When my Aunt Dorcas died and left me seven hundred a year and a furnished house in Chelsea, I felt that life had nothing left to offer except immediate possession of the legacy. Even Mildred Mayhew, whom I had hitherto regarded as my life's light, became less luminous. I was not engaged to Mildred, but I lodged with her mother, and I sang duets with Mildred and gave her gloves when it would run to it, which was seldom. She was a dear, good girl, and I meant to marry her some day. It is very nice to feel that a good little woman is thinking of you? it helps you in your work? and it is pleasant to know she will say "Yes," when you say, "Will you?"
But my legacy almost put Mildred out of my head, especially as she was staying with friends in the country.
Before the gloss was off my new mourning, I was seated in my aunt's armchair in front of the fire in the drawing-room of my own house. My own house! It was grand, but rather lonely. I did think of Mildred just then.
The room was comfortably furnished with rosewood and damask.
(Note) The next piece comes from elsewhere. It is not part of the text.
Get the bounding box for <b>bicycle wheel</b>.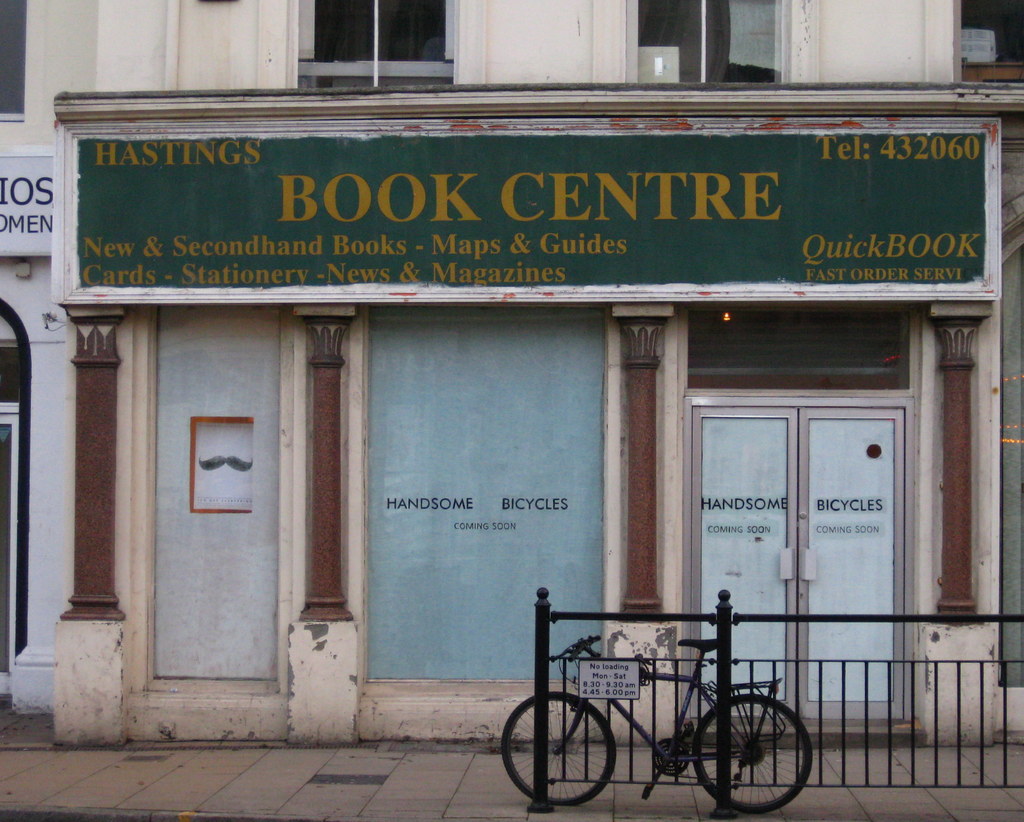
crop(495, 686, 620, 808).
On the walls hung a few fairly good oil paintings, but the space above the mantelpiece was disfigured by an exceedingly bad print, "The Trial of Lord William Russell," framed in a dark frame. I got up to look at it. I had visited my aunt with dutiful regularity, but I never remembered seeing this frame before. It was not intended for a print, but for an oil-painting. It was of fine ebony, beautifully and curiously carved. I looked at it with growing interest, and when my aunt's housemaid? I had retained her modest staff of servants? came in with the lamp, I asked her how long the print had been there.
"Mistress only bought it two days before she was took ill," she said; "but the frame? she didn't want to buy a new one? so she got this out of the attic. There's lots of curious old things there, sir."
"Had my aunt had this frame long?"
"Oh, yes, sir. It must have come long before I did, and I've been here seven years come Christmas. There was a picture in it. That's upstairs too? but it's that black and ugly it might as well be a chimney-back."
I felt a desire to see this picture. What if it were some priceless old master, in which my aunt's eyes had only seen rubbish?
Directly after breakfast next morning, I paid a visit to the attic.